Let’s assume we pass a data processing Service to invokeService via the ifcname and svcname parameters. I’ll call this service foo. It seems to me that we have to know the signature of foo. So we have to pass foo’s input parameters to the invokeService’s pipeline parameter. Moreover any results from foo have to be known for further use.
What we know is that foo consumes a document and returns another document - both of unknown structure. This makes the basic (and unstructured) document type an abstract type.
Foo could - for example - take a document with two numbers and return one with one number (the sum of the two).
Foo could also take a document with one String and return a document with the reversed String.
All that interests me is that the signature of foo is document → document. But foo itself is not prepared for this approach in way, may it be that the parameters follow a certain naming schematas.
could you please more clearly describe what exactly you’d like to know?
The signature of foo does not matter. The only relevant thing is what is actually passed as the input. The signature is only a help in the flow editor. Of course one should always strive to pass in values according to the signature and, in the service impl, access and use only declared values. Otherwise programming would become a nightmare. But from the runtime perspective, the signature does not matter.
Yes, you can invoke the service without knowing the structure of the input but how would you process the inputs inside the processing service?
You can try writing a Java service that will take a generic doc as input create key\value pairs out of it and then process them but that will work flawlessly only if there is one level of doc and all the fields under it are going to be a string.
If we know the use case maybe we can find a better way to do this!
Inputs:
String serviceNameToInvoke
Document inDoc (it should be an empty doc)
Sorry for my late answer and thank you for your responds.
The idea behind was to invoke a batch procedure in a generic way, so that the workload could be spread to several threads.
In terms of Java streams I wanted to achieve a parallel()-like behavior.
I think I have yet another example for my problem with the ‘types’. I want to test a simple “subList” Service. This is a Java Service that takes a DocumentList as input and returns a DocumentList as output. In- and output Documents are of the same structure since the result is nothing more than a cutout of the original.
A service to test can pass specific test data to the subList-Service. But the Service Out provides a ‘plain’ DocumentList, that I’m not able to expand.

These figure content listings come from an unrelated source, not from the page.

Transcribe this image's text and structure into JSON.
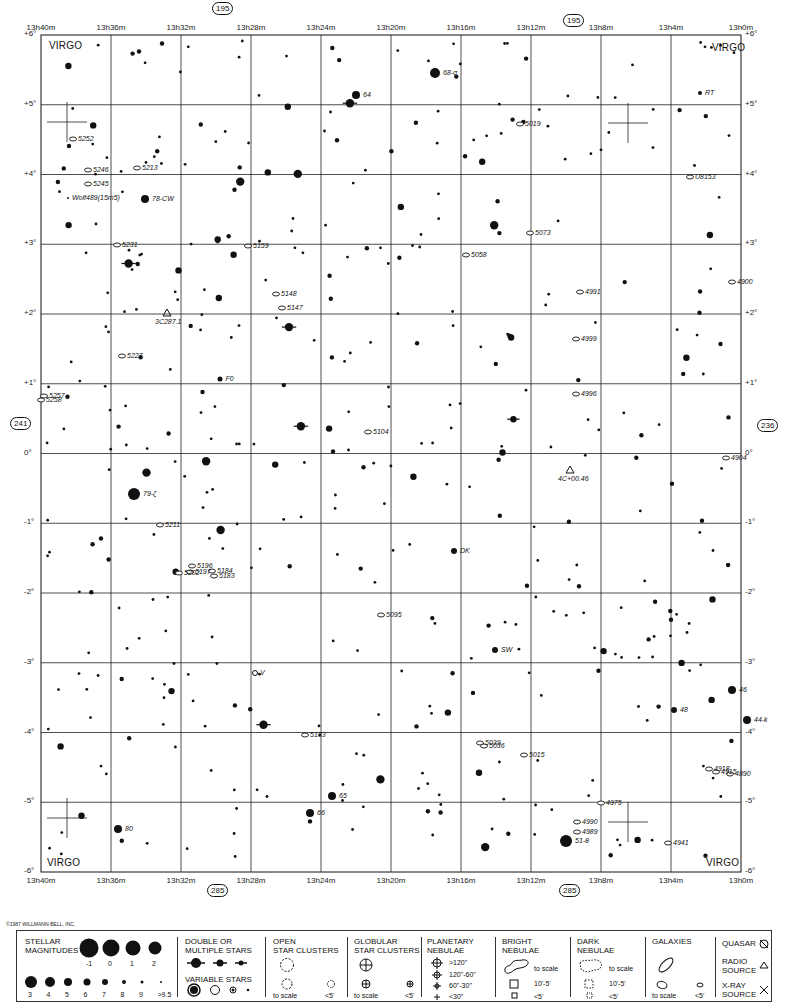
{
  "chart": {
    "constellation": "VIRGO",
    "ra_labels": [
      "13h40m",
      "13h36m",
      "13h32m",
      "13h28m",
      "13h24m",
      "13h20m",
      "13h16m",
      "13h12m",
      "13h8m",
      "13h4m",
      "13h0m"
    ],
    "dec_labels": [
      "+6°",
      "+5°",
      "+4°",
      "+3°",
      "+2°",
      "+1°",
      "0°",
      "-1°",
      "-2°",
      "-3°",
      "-4°",
      "-5°",
      "-6°"
    ],
    "page_refs": {
      "top_left": "195",
      "top_right": "195",
      "bottom_left": "285",
      "bottom_right": "285",
      "left": "241",
      "right": "236"
    },
    "corner_labels": [
      "VIRGO",
      "VIRGO",
      "VIRGO",
      "VIRGO"
    ],
    "copyright": "©1987 WILLMANN-BELL, INC."
  },
  "objects": {
    "galaxies": [
      {
        "id": "5252",
        "x": 73,
        "y": 139
      },
      {
        "id": "5246",
        "x": 88,
        "y": 170
      },
      {
        "id": "5245",
        "x": 88,
        "y": 184
      },
      {
        "id": "5213",
        "x": 137,
        "y": 168
      },
      {
        "id": "5231",
        "x": 117,
        "y": 245
      },
      {
        "id": "5159",
        "x": 248,
        "y": 246
      },
      {
        "id": "5148",
        "x": 276,
        "y": 294
      },
      {
        "id": "5147",
        "x": 282,
        "y": 308
      },
      {
        "id": "5227",
        "x": 122,
        "y": 356
      },
      {
        "id": "5257",
        "x": 44,
        "y": 396
      },
      {
        "id": "5258",
        "x": 41,
        "y": 400
      },
      {
        "id": "5104",
        "x": 368,
        "y": 432
      },
      {
        "id": "5211",
        "x": 160,
        "y": 525
      },
      {
        "id": "5196",
        "x": 192,
        "y": 566
      },
      {
        "id": "5202",
        "x": 179,
        "y": 573
      },
      {
        "id": "5197",
        "x": 190,
        "y": 572
      },
      {
        "id": "5184",
        "x": 212,
        "y": 571
      },
      {
        "id": "5183",
        "x": 214,
        "y": 576
      },
      {
        "id": "5095",
        "x": 381,
        "y": 615
      },
      {
        "id": "5133",
        "x": 305,
        "y": 735
      },
      {
        "id": "5039",
        "x": 480,
        "y": 743
      },
      {
        "id": "5036",
        "x": 484,
        "y": 746
      },
      {
        "id": "5015",
        "x": 524,
        "y": 755
      },
      {
        "id": "5019",
        "x": 520,
        "y": 124
      },
      {
        "id": "5073",
        "x": 530,
        "y": 233
      },
      {
        "id": "5058",
        "x": 466,
        "y": 255
      },
      {
        "id": "U8153",
        "x": 690,
        "y": 177
      },
      {
        "id": "4991",
        "x": 580,
        "y": 292
      },
      {
        "id": "4900",
        "x": 732,
        "y": 282
      },
      {
        "id": "4999",
        "x": 576,
        "y": 339
      },
      {
        "id": "4996",
        "x": 576,
        "y": 394
      },
      {
        "id": "4904",
        "x": 726,
        "y": 458
      },
      {
        "id": "4918",
        "x": 709,
        "y": 769
      },
      {
        "id": "4915",
        "x": 716,
        "y": 772
      },
      {
        "id": "4890",
        "x": 730,
        "y": 774
      },
      {
        "id": "4975",
        "x": 601,
        "y": 803
      },
      {
        "id": "4990",
        "x": 577,
        "y": 822
      },
      {
        "id": "4989",
        "x": 577,
        "y": 832
      },
      {
        "id": "4941",
        "x": 668,
        "y": 843
      }
    ],
    "named_stars": [
      {
        "id": "68-σ",
        "x": 435,
        "y": 73,
        "r": 5
      },
      {
        "id": "64",
        "x": 356,
        "y": 95,
        "r": 4
      },
      {
        "id": "RT",
        "x": 700,
        "y": 93,
        "r": 2
      },
      {
        "id": "78-CW",
        "x": 145,
        "y": 199,
        "r": 4
      },
      {
        "id": "Wolf489(15m5)",
        "x": 68,
        "y": 198,
        "r": 1
      },
      {
        "id": "F0",
        "x": 220,
        "y": 379,
        "r": 2.5
      },
      {
        "id": "79-ζ",
        "x": 134,
        "y": 494,
        "r": 6
      },
      {
        "id": "DK",
        "x": 454,
        "y": 551,
        "r": 3
      },
      {
        "id": "SW",
        "x": 495,
        "y": 650,
        "r": 3
      },
      {
        "id": "48",
        "x": 674,
        "y": 710,
        "r": 3
      },
      {
        "id": "46",
        "x": 732,
        "y": 690,
        "r": 4
      },
      {
        "id": "44-k",
        "x": 747,
        "y": 720,
        "r": 4
      },
      {
        "id": "65",
        "x": 332,
        "y": 796,
        "r": 4
      },
      {
        "id": "66",
        "x": 310,
        "y": 813,
        "r": 4
      },
      {
        "id": "80",
        "x": 118,
        "y": 829,
        "r": 4
      },
      {
        "id": "51-θ",
        "x": 566,
        "y": 841,
        "r": 6
      }
    ],
    "other": [
      {
        "id": "3C287.1",
        "type": "radio-source",
        "x": 167,
        "y": 313
      },
      {
        "id": "4C+00.46",
        "type": "radio-source",
        "x": 570,
        "y": 470
      },
      {
        "id": "V",
        "type": "variable",
        "x": 255,
        "y": 673
      }
    ]
  },
  "legend": {
    "stellar_magnitudes": {
      "title": "STELLAR\nMAGNITUDES",
      "row1": [
        "-1",
        "0",
        "1",
        "2"
      ],
      "row2": [
        "3",
        "4",
        "5",
        "6",
        "7",
        "8",
        "9",
        ">9.5"
      ]
    },
    "double_stars": {
      "title": "DOUBLE OR\nMULTIPLE STARS"
    },
    "variable_stars": {
      "title": "VARIABLE STARS"
    },
    "open_clusters": {
      "title": "OPEN\nSTAR CLUSTERS",
      "to_scale": "to scale",
      "small": "<5'"
    },
    "globular_clusters": {
      "title": "GLOBULAR\nSTAR CLUSTERS",
      "to_scale": "to scale",
      "small": "<5'"
    },
    "planetary_nebulae": {
      "title": "PLANETARY\nNEBULAE",
      "sizes": [
        ">120\"",
        "120\"-60\"",
        "60\"-30\"",
        "<30\""
      ]
    },
    "bright_nebulae": {
      "title": "BRIGHT\nNEBULAE",
      "to_scale": "to scale",
      "mid": "10'-5'",
      "small": "<5'"
    },
    "dark_nebulae": {
      "title": "DARK\nNEBULAE",
      "to_scale": "to scale",
      "mid": "10'-5'",
      "small": "<5'"
    },
    "galaxies": {
      "title": "GALAXIES",
      "to_scale": "to scale",
      "small": "<5'"
    },
    "quasar": {
      "title": "QUASAR"
    },
    "radio_source": {
      "title": "RADIO\nSOURCE"
    },
    "xray_source": {
      "title": "X-RAY\nSOURCE"
    }
  }
}
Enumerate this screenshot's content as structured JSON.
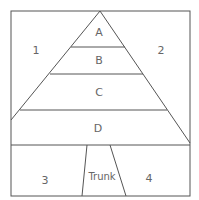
{
  "diagram": {
    "regions": {
      "a": "A",
      "b": "B",
      "c": "C",
      "d": "D",
      "left_top": "1",
      "right_top": "2",
      "left_bottom": "3",
      "right_bottom": "4",
      "trunk": "Trunk"
    },
    "colors": {
      "line": "#555555",
      "text": "#666666"
    }
  }
}
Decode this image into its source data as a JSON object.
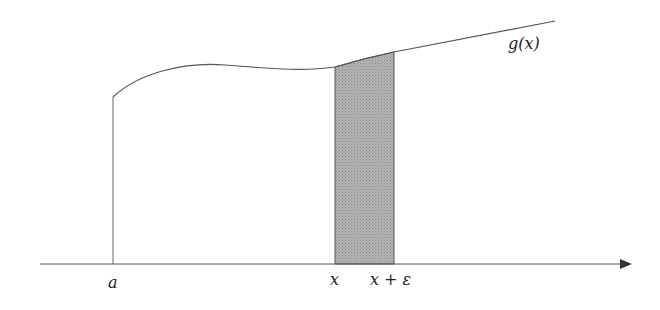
{
  "figure": {
    "function_label": "g(x)",
    "tick_labels": {
      "a": "a",
      "x": "x",
      "x_plus_eps": "x + ε"
    },
    "colors": {
      "line": "#555555",
      "shade": "#a8a8a8",
      "background": "#ffffff"
    }
  }
}
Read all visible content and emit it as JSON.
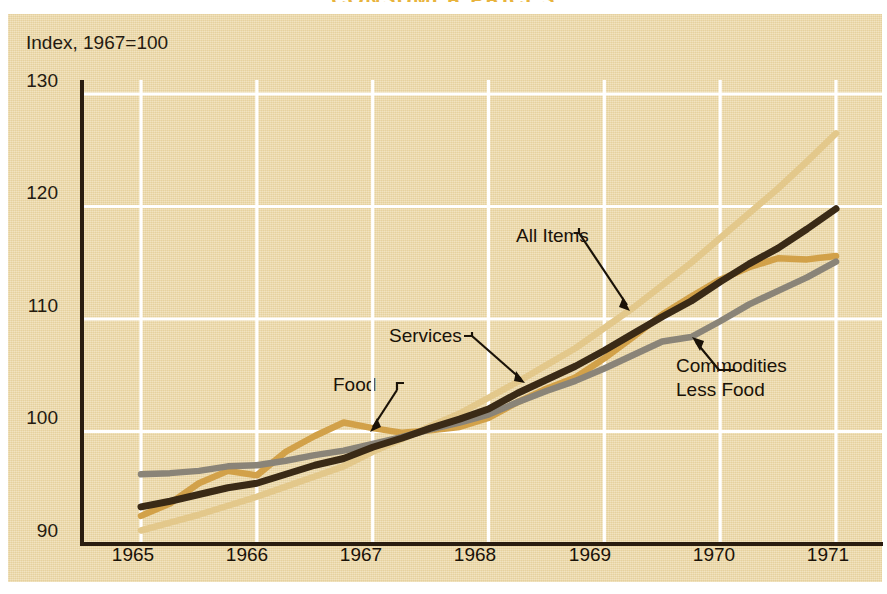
{
  "headline": "CONSUMER PRICES",
  "axis": {
    "y_title": "Index, 1967=100",
    "y_ticks": [
      "90",
      "100",
      "110",
      "120",
      "130"
    ],
    "x_ticks": [
      "1965",
      "1966",
      "1967",
      "1968",
      "1969",
      "1970",
      "1971"
    ]
  },
  "annotations": {
    "all_items": "All Items",
    "services": "Services",
    "food": "Food",
    "commodities": "Commodities\nLess Food",
    "commodities_line1": "Commodities",
    "commodities_line2": "Less Food"
  },
  "colors": {
    "background": "#ecd9a8",
    "headline": "#e8b33c",
    "axis": "#2a1d10",
    "gridline": "#ffffff",
    "all_items": "#3a2a16",
    "food": "#d2a149",
    "services": "#e3c88b",
    "commodities_less_food": "#8a8478"
  },
  "chart_data": {
    "type": "line",
    "title": "CONSUMER PRICES",
    "xlabel": "",
    "ylabel": "Index, 1967=100",
    "xlim": [
      1965,
      1971
    ],
    "ylim": [
      90,
      130
    ],
    "grid": true,
    "legend": "annotated-inline",
    "x": [
      1965.0,
      1965.25,
      1965.5,
      1965.75,
      1966.0,
      1966.25,
      1966.5,
      1966.75,
      1967.0,
      1967.25,
      1967.5,
      1967.75,
      1968.0,
      1968.25,
      1968.5,
      1968.75,
      1969.0,
      1969.25,
      1969.5,
      1969.75,
      1970.0,
      1970.25,
      1970.5,
      1970.75,
      1971.0
    ],
    "series": [
      {
        "name": "All Items",
        "color": "#3a2a16",
        "values": [
          93.3,
          93.8,
          94.4,
          95.0,
          95.4,
          96.2,
          97.0,
          97.6,
          98.6,
          99.4,
          100.3,
          101.1,
          102.0,
          103.4,
          104.6,
          105.8,
          107.2,
          108.7,
          110.2,
          111.6,
          113.3,
          114.9,
          116.3,
          118.0,
          119.8
        ]
      },
      {
        "name": "Food",
        "color": "#d2a149",
        "values": [
          92.5,
          93.6,
          95.4,
          96.5,
          96.1,
          98.2,
          99.6,
          100.8,
          100.3,
          99.9,
          100.1,
          100.4,
          101.2,
          102.6,
          103.8,
          104.8,
          106.5,
          108.4,
          110.4,
          112.0,
          113.5,
          114.6,
          115.4,
          115.3,
          115.6
        ]
      },
      {
        "name": "Services",
        "color": "#e3c88b",
        "values": [
          91.2,
          91.9,
          92.6,
          93.4,
          94.2,
          95.1,
          96.0,
          96.9,
          98.2,
          99.3,
          100.5,
          101.6,
          103.0,
          104.4,
          105.9,
          107.4,
          109.2,
          111.0,
          113.0,
          115.0,
          117.2,
          119.4,
          121.6,
          124.0,
          126.5
        ]
      },
      {
        "name": "Commodities Less Food",
        "color": "#8a8478",
        "values": [
          96.2,
          96.3,
          96.5,
          96.9,
          97.0,
          97.4,
          97.9,
          98.3,
          98.9,
          99.5,
          100.2,
          100.8,
          101.5,
          102.6,
          103.6,
          104.5,
          105.6,
          106.8,
          108.0,
          108.4,
          109.8,
          111.3,
          112.5,
          113.7,
          115.1
        ]
      }
    ]
  }
}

This would be necessary to compare the result with an expected list. (picture)
So far I tried to implement in flow only. But Java services seems to be a better approach. Thanks again to Akshith Arremreddy - I will have a closer look at your example.
you will to have to have a local document type describing your output and map the output of the service to the local copy of the output.
After that you can validate against the local copy.
Additionally, from a security point of view such a generic service might violate the restrictions of your company as you cannot control what is passed in and what this causes to your system.